ADRIAN ROTHENFLUH portrait
  • Associate Professor, Psychiatry
  • Adjunct Associate Professor, Neurobiology Labs
  • Adjunct Associate Professor, Human Genetics

Education

  • Doctor of Philosophy, Genetics, Rockefeller University
  • Master of Science, Molecular Biology, Universität Basel

Biography

 

   The Rothenfluh Lab is in the Department of Psychiatry and in the U of U Molecular Medicine Program housed in the Eccles Institute of Human Genetics (building). Fittingly, the lab's interest revolves around genes, molecular mechanisms, and neural circuits involved in behavior. The Rothenfluh lab uses Drosophila as a model organism, and it turns out that these flies are more like us than one would have anticipated. 

   In the area of the lab's main focus, addiction, for example, flies react like mammals: they dislike alcohol initially, but with experience, they acquire the taste for it. The lab aims to understand the mechanisms mediating these behavioral responses and changes. In addition, the lab continues to investigate whether (and to show that) homologous genes are involved in human and Drosophila responses to this drug of abuse.

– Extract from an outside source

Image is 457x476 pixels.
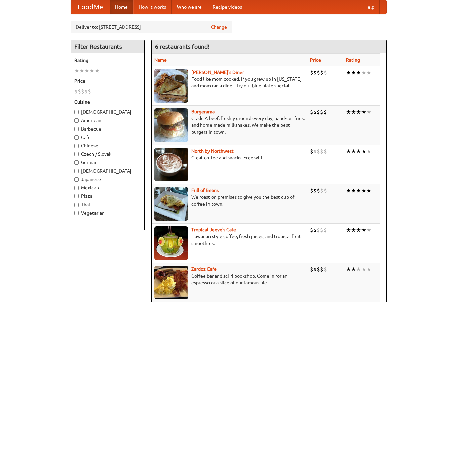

   Dr. Rothenfluh got his M.Sc. from the University of Basel, Switzerland. He worked in the lab of Walter Gehring, investigating the specificity of homeodomain-DNA interaction. For his Ph.D. he joined the lab of Michael Young, at Rockefeller Univ. There, he studied the molecular mechanisms of Drosophila circadian rhythms. For his postdoctoral training, he joined the lab of Ulrike Heberlein at UCSF, where he started investigating the genes and molecular mechanisms involved in Drosophila alcohol responses. He was an Assistant Professor in the Department of Psychiatry at the UT Southwestern Medical Center in Dallas for nine years, before joining the U of U in the fall of 2016.